A Quote by Claire Danes

Growing up, I wanted desperately to please, to be a good girl. — © Claire Danes
Growing up, I wanted desperately to please, to be a good girl.
I always thought I desperately wanted a husband and a big family, because I didn't have it growing up.
I always wanted a girl growing up, as well as a boy, so to have a girl first is just really exciting.
When I say myself, I don't mean just as a woman of color, as a girl who's growing up in the Bronx, as people growing up in some way economically-challenged, not growing up with money. It was also even just the way we spoke. The vernacular. I learned that it's alright to say "ain't." My characters can speak the way they authentically are, and that makes for good story. It's not making for good story to make them speak proper English when nobody speaks like that on the playground.
When I was a little girl growing up in Elmira, I always wanted to be a lawyer.
I loved rom-coms growing up. So, of course I wanted to be in one and be the girl that I had watched up on the screen so many times when I was 13.
I was always a girl who wanted to please her dad, and he so wanted me to succeed.
I had years of therapy to recover from this. A lot of it had to with being a people pleaser, being the ultimate good girl. I wanted everyone to like me. I didn't really have a voice. I was afraid of growing up.
When I came up with the Alexa Bliss character, I wanted to be the girl that everyone knew. There was always that girl in high school who was mean to everybody. She was mean and rude, but everyone still voted for her to be homecoming queen. That girl. And I wanted to portray that girl.
Please tell me a story about a girl who gets away." I would, even if I had to adapt one, even if I had to make one up just for her. "Gets away from what, though?" "From her fairy godmother. From the happy ending that isn't really happy at all. Please have her get out and run off of the page altogether, to somewhere secret where words like 'happy' and 'good' will never find her." "You don't want her to be happy and good?" "I'm not sure what's really meant by happy and good. I would like her to be free. Now. Please begin.
Growing up, I was told I could be anything I wanted to be. There were no limitations restraining me just because I was a girl. Then I joined the military.
The parts I've been most successful in are the ones I've desperately, desperately wanted.
I haven't mowed a lawn in quite a while, but I remember hating that when I was growing up. To please Dad, you have to get it right, and that's the thing. You have to please Dad.
Growing up as a girl is always traumatizing, especially when you have the deadly combination of greasy skin and getting your boobs at ten. But I think it's good to grow up that way. It builds character.
My perspective of capitalism growing up in Berkeley, Calif. in a low-income project, growing up poor, is that capitalism wanted to destroy me, they wanted me to become a worker.
I didn't have the easiest childhood. I was never the popular girl in school growing up. I was always the lone black girl or the lone fat girl or the long tall girl, so that has made me more compassionate to all people. It also gave me the drive and ambition to go after my dreams in a big way.
I so desperately wanted to be honest, and I so desperately wanted to love myself and accept myself for who I was.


### TASK TO CARRY OUT
A picture-free, exact transcript of the entries below is required.
──────
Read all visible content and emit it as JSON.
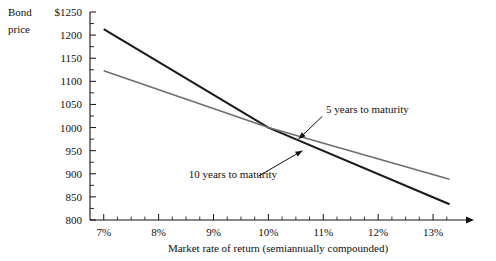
{
  "chart_data": {
    "type": "line",
    "title": "",
    "xlabel": "Market rate of return (semiannually compounded)",
    "ylabel_line1": "Bond",
    "ylabel_line2": "price",
    "x": [
      7,
      13.3
    ],
    "xlim": [
      6.75,
      13.6
    ],
    "ylim": [
      800,
      1250
    ],
    "xticks": [
      "7%",
      "8%",
      "9%",
      "10%",
      "11%",
      "12%",
      "13%"
    ],
    "xtick_values": [
      7,
      8,
      9,
      10,
      11,
      12,
      13
    ],
    "xminor_step": 0.25,
    "yticks": [
      "$1250",
      "1200",
      "1150",
      "1100",
      "1050",
      "1000",
      "950",
      "900",
      "850",
      "800"
    ],
    "ytick_values": [
      1250,
      1200,
      1150,
      1100,
      1050,
      1000,
      950,
      900,
      850,
      800
    ],
    "yminor_step": 25,
    "grid": false,
    "legend_position": "inline-annotations",
    "series": [
      {
        "name": "10 years to maturity",
        "color": "#1a1a1a",
        "width": 2.0,
        "points": [
          {
            "x": 7,
            "y": 1213
          },
          {
            "x": 10,
            "y": 1000
          },
          {
            "x": 13.3,
            "y": 834
          }
        ]
      },
      {
        "name": "5 years to maturity",
        "color": "#6e6e6e",
        "width": 1.6,
        "points": [
          {
            "x": 7,
            "y": 1123
          },
          {
            "x": 10,
            "y": 1000
          },
          {
            "x": 13.3,
            "y": 888
          }
        ]
      }
    ],
    "annotations": [
      {
        "label": "5 years to maturity",
        "text_x": 11.05,
        "text_y": 1032,
        "arrow_from_x": 10.98,
        "arrow_from_y": 1024,
        "arrow_to_x": 10.55,
        "arrow_to_y": 975
      },
      {
        "label": "10 years to maturity",
        "text_x": 8.55,
        "text_y": 890,
        "arrow_from_x": 9.82,
        "arrow_from_y": 895,
        "arrow_to_x": 10.62,
        "arrow_to_y": 950
      }
    ]
  }
}
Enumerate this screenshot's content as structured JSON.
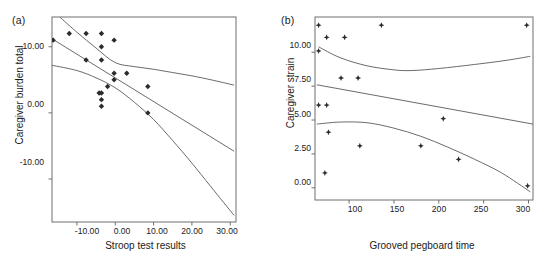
──────
### SOLUTION TO THIS EXERCISE
Read all visible content and emit it as JSON.
{
  "chart_data": {
    "type": "line",
    "title": "",
    "xlabel": "Market rate of return (semiannually compounded)",
    "ylabel_line1": "Bond",
    "ylabel_line2": "price",
    "x": [
      7,
      13.3
    ],
    "xlim": [
      6.75,
      13.6
    ],
    "ylim": [
      800,
      1250
    ],
    "xticks": [
      "7%",
      "8%",
      "9%",
      "10%",
      "11%",
      "12%",
      "13%"
    ],
    "xtick_values": [
      7,
      8,
      9,
      10,
      11,
      12,
      13
    ],
    "xminor_step": 0.25,
    "yticks": [
      "$1250",
      "1200",
      "1150",
      "1100",
      "1050",
      "1000",
      "950",
      "900",
      "850",
      "800"
    ],
    "ytick_values": [
      1250,
      1200,
      1150,
      1100,
      1050,
      1000,
      950,
      900,
      850,
      800
    ],
    "yminor_step": 25,
    "grid": false,
    "legend_position": "inline-annotations",
    "series": [
      {
        "name": "10 years to maturity",
        "color": "#1a1a1a",
        "width": 2.0,
        "points": [
          {
            "x": 7,
            "y": 1213
          },
          {
            "x": 10,
            "y": 1000
          },
          {
            "x": 13.3,
            "y": 834
          }
        ]
      },
      {
        "name": "5 years to maturity",
        "color": "#6e6e6e",
        "width": 1.6,
        "points": [
          {
            "x": 7,
            "y": 1123
          },
          {
            "x": 10,
            "y": 1000
          },
          {
            "x": 13.3,
            "y": 888
          }
        ]
      }
    ],
    "annotations": [
      {
        "label": "5 years to maturity",
        "text_x": 11.05,
        "text_y": 1032,
        "arrow_from_x": 10.98,
        "arrow_from_y": 1024,
        "arrow_to_x": 10.55,
        "arrow_to_y": 975
      },
      {
        "label": "10 years to maturity",
        "text_x": 8.55,
        "text_y": 890,
        "arrow_from_x": 9.82,
        "arrow_from_y": 895,
        "arrow_to_x": 10.62,
        "arrow_to_y": 950
      }
    ]
  }
}
Enumerate this screenshot's content as structured JSON.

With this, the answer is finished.